Mayahuel
Mayahuel is a fictional tequila brand. Its brand draws inspiration from Ancient Aztec culture and Mexican heritage.
The Blue Agave (Maguey Azul, Agave tequilana) is essential in Mexico’s history, culture, and commerce. For over two hundred and fifty years, the national drink of Mexico has been produced in and near Tequila, Jalisco.
Mayahuel is a well-known figure in Aztec mythology and Mexican culture. She is known as the goddess of maguey, better known today as the agave plant, and the goddess of pulque.
The Legend
The Aztecs believed that there was a goddess in the sky when the earth began. She was called Tzintzimitl, but she was an evil goddess who devoured light. She had the world in darkness and forced the natives to make human sacrifices to give them a little light.
One day Quetzalcoatl, the “Feathered Serpent,” was tired of this treatment, and he decided to do something about it.
Quetzalcoatl believed in honor, so he ascended to the sky to fight the evil goddess Tzintzimitl. He did not find her in his search but instead found her granddaughter, Mayahuel (one of the goddesses of fertility), who the evil goddess kidnapped. Quetzalcoatl fell in love with her. Instead of killing the evil goddess, he brought Mayahuel down to earth to live with him.
When Tzintzimitl found out, she got furious and started to look for them. The couple was forced to run from one place to another to hide from her.
One day, they decided that they would become trees because there was nowhere else to hide. The two trees stood side by side so that their leaves would caress one another whenever the wind blew.
The evil goddess kept up her search and sent out her light-devouring stars, who finally found them. Tzintzimitl came down, and there was a big fight in which Mayahuel was killed. When he found out, Quetzalcoatl was angry and sad. He buried the remains of his lover, then flew to the sky and killed the evil goddess.
So the light came back to the earth, but Quetzalcoatl had lost a loved one. Every night he would go to her grave and cry.
The other gods saw this and thought they should do something for him. A plant began to grow on the burial site. The gods gave this plant minor hallucinogenic properties which would comfort the soul of Quetzalcoatl. He could drink the elixir from thathen on plant and find comfort from t.
That is how the Aztecs believed that the agave plant came to be and was given the properties found today in tequila: to comfort the soul of those who lost someone dear to their hearts.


▶ [WHAT THE TASK REQUIRES]: Each line from the one containing "Screen is 1024w" through the end of the entries below must be output exactly; no other line belongs.
====== DATA FOR THIS TASK ======
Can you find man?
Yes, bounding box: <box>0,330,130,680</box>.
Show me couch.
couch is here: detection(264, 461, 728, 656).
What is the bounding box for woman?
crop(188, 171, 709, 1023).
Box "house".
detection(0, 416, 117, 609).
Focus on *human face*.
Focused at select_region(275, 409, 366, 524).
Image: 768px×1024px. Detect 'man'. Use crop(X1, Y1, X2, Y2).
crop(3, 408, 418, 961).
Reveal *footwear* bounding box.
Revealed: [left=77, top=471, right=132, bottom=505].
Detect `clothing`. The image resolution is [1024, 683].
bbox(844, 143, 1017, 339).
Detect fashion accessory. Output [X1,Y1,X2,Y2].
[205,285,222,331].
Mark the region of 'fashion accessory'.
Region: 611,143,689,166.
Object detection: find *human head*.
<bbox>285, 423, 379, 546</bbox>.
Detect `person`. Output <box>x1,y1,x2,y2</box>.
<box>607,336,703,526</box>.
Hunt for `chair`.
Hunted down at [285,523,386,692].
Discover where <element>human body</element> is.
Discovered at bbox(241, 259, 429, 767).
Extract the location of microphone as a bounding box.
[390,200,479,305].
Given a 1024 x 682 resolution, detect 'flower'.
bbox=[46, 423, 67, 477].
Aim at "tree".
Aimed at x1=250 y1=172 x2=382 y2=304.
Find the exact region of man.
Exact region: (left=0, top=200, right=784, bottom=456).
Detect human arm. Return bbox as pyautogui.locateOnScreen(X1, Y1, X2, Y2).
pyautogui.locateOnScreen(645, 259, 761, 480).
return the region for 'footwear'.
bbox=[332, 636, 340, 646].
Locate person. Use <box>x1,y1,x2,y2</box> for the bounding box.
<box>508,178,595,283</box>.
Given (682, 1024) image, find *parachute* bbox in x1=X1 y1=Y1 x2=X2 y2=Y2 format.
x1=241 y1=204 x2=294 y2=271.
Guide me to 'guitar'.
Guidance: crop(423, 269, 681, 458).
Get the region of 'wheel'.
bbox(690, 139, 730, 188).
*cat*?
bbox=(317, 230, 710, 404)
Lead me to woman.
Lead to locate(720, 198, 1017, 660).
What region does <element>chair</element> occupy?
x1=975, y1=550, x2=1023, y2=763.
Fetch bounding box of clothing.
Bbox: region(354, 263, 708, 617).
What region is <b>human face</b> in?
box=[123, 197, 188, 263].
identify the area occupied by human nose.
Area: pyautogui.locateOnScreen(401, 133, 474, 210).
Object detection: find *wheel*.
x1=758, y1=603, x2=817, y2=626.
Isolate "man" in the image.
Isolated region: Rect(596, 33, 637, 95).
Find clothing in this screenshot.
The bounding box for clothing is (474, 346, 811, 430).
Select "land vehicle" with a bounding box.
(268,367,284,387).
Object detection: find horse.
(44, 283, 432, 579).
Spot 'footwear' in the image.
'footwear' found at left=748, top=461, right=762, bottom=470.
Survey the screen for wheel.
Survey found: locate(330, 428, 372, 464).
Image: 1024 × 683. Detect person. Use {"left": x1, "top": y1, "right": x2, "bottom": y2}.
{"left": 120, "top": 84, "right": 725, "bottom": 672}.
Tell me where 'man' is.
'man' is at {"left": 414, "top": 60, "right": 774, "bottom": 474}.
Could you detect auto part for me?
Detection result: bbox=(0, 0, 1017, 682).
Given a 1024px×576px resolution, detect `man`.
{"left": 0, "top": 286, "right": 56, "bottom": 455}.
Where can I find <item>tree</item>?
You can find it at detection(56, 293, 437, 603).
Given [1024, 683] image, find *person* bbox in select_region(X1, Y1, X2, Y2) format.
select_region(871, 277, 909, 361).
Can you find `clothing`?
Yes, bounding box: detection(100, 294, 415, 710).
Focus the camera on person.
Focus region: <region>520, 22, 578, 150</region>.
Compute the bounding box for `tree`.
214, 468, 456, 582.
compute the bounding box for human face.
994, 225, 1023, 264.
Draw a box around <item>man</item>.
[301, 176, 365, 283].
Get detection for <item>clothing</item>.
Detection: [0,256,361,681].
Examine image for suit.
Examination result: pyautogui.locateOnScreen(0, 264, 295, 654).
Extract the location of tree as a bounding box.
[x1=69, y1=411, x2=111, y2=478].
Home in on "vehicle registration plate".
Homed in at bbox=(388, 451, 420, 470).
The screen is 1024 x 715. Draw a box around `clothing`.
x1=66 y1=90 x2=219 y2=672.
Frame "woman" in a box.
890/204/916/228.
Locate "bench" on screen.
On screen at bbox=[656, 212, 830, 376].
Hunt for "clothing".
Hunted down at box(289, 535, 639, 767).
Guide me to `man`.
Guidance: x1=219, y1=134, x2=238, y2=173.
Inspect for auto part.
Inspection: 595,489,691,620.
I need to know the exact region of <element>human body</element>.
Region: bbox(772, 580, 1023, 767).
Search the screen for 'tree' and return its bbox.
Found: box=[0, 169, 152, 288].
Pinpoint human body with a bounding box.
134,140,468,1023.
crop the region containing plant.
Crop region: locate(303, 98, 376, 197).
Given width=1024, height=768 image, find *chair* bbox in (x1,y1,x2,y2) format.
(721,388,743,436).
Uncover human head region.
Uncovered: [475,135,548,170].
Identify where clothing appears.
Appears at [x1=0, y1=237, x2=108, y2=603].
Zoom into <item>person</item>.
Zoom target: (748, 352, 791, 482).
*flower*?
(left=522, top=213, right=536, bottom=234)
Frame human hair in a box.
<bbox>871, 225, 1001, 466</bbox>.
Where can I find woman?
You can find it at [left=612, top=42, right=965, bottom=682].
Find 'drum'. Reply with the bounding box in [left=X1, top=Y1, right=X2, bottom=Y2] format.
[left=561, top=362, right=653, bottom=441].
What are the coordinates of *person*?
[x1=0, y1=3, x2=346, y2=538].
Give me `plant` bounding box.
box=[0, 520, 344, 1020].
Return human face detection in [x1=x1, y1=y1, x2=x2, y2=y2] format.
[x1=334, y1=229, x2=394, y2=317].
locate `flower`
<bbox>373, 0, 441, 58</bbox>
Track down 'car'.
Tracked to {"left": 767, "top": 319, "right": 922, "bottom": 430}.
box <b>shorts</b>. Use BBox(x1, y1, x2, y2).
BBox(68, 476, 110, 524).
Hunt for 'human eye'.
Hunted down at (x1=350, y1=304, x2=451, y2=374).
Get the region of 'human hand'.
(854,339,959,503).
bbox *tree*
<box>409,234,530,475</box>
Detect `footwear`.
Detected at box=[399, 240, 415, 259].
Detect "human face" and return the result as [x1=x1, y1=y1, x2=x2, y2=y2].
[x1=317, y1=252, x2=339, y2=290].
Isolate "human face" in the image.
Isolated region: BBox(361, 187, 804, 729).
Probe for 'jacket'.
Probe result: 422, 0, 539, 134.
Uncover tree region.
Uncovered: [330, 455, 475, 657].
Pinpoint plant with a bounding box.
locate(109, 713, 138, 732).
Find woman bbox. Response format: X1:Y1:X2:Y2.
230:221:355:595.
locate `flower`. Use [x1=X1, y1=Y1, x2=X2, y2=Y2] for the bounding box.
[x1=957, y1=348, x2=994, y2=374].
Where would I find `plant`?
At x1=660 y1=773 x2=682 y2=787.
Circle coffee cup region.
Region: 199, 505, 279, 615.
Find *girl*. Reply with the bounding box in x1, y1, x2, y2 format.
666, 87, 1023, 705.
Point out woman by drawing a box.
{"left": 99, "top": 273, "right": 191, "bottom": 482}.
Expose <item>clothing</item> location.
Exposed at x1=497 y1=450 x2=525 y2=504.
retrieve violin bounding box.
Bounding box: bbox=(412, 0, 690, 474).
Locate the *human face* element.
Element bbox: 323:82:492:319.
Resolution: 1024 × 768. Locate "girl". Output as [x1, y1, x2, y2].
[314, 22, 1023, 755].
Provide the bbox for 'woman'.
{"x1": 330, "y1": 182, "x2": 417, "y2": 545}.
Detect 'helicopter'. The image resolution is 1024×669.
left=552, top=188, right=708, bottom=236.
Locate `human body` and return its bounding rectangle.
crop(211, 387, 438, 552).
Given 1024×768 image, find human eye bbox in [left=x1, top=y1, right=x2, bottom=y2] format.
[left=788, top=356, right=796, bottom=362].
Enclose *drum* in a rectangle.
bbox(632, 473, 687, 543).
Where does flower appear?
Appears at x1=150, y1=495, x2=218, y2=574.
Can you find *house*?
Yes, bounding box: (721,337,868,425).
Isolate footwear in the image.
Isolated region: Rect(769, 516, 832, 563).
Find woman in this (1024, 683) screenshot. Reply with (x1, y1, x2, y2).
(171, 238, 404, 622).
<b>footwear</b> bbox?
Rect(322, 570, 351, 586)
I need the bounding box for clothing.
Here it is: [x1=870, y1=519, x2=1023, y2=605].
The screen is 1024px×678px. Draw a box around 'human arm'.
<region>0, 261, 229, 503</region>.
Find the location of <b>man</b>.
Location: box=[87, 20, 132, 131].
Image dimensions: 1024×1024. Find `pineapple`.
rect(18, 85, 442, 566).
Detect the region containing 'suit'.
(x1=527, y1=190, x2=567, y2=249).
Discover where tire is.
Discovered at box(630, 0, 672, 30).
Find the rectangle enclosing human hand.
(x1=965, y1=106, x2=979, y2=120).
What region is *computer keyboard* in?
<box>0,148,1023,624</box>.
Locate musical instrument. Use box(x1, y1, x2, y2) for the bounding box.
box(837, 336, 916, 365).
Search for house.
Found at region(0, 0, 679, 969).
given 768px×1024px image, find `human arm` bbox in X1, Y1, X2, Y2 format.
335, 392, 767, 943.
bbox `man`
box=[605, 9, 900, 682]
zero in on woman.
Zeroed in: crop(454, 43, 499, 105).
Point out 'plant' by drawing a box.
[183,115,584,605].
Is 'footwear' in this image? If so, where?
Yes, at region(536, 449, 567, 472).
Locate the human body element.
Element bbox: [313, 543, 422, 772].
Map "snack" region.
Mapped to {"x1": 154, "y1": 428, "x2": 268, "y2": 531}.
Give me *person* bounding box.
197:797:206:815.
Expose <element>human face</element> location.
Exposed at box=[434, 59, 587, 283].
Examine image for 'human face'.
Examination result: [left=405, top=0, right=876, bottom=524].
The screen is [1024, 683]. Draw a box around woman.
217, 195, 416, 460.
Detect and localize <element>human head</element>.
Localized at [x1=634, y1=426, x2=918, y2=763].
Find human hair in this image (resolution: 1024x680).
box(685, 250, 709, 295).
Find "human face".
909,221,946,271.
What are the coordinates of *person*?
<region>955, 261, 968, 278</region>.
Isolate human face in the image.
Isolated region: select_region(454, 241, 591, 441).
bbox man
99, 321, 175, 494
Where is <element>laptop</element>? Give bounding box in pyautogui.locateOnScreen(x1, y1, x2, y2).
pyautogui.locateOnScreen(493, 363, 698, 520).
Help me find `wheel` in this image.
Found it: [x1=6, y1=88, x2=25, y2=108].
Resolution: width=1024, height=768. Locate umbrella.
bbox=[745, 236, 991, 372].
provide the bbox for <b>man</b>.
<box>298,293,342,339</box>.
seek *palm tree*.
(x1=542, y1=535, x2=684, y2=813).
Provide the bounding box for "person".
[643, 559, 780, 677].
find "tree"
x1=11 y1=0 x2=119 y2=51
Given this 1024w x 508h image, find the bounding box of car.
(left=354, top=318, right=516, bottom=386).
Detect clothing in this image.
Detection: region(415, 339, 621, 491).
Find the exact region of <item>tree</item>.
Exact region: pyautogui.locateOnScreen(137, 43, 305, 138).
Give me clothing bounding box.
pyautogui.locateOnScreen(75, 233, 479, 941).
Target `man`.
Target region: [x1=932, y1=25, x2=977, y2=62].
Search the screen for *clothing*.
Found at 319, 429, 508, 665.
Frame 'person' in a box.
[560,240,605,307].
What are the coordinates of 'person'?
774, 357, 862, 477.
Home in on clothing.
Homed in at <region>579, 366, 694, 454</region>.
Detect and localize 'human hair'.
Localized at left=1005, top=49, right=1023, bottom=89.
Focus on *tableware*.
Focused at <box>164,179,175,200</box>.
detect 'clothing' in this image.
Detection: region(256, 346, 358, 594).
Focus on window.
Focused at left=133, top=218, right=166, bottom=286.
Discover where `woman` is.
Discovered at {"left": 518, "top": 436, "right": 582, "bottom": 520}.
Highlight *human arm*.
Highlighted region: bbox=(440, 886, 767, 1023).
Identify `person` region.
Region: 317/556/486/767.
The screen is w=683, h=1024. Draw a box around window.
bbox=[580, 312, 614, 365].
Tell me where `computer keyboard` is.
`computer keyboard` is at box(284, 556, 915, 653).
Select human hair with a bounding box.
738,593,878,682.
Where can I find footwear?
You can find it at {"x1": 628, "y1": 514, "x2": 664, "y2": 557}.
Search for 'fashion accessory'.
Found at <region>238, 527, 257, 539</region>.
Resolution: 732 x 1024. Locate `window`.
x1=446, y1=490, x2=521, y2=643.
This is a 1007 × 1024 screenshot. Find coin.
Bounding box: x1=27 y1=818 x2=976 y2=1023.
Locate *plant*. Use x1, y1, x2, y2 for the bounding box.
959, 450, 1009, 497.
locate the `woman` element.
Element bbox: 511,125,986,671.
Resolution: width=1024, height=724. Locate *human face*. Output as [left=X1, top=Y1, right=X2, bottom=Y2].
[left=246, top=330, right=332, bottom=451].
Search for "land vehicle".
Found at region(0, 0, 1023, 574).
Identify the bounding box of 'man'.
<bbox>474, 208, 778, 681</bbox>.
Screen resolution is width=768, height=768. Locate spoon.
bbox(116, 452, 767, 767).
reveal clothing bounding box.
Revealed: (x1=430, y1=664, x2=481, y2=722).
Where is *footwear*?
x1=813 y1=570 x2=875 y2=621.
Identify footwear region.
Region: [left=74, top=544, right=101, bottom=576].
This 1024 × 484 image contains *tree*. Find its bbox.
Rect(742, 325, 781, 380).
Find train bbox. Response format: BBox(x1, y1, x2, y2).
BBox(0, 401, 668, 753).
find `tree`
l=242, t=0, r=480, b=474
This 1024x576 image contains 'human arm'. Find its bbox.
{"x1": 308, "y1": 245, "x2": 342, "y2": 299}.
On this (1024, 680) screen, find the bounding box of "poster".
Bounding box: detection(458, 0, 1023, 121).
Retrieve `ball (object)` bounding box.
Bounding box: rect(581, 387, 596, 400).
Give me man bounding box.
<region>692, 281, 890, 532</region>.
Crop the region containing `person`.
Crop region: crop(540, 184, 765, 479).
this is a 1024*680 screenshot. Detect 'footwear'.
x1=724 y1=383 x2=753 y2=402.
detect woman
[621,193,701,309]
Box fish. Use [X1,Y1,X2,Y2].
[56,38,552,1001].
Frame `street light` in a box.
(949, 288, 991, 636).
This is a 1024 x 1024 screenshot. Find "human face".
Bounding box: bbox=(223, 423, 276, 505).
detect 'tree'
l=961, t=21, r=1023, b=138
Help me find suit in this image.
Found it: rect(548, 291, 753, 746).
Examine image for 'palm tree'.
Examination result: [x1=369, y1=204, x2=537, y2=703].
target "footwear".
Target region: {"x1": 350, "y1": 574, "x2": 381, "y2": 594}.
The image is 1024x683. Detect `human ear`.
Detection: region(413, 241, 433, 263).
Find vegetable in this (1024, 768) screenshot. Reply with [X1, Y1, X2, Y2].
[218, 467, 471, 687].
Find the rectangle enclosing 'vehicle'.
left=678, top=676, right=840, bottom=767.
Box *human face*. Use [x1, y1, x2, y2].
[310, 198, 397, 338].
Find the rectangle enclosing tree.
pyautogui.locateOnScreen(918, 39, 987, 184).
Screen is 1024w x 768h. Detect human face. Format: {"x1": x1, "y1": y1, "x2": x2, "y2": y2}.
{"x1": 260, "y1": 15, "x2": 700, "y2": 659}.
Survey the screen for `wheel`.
======
▶ [OUTPUT OF THE EXERCISE]:
Screen is 1024w x 768h. Detect human face. Format: {"x1": x1, "y1": y1, "x2": x2, "y2": y2}.
{"x1": 260, "y1": 15, "x2": 700, "y2": 659}.
Survey the screen for `wheel`.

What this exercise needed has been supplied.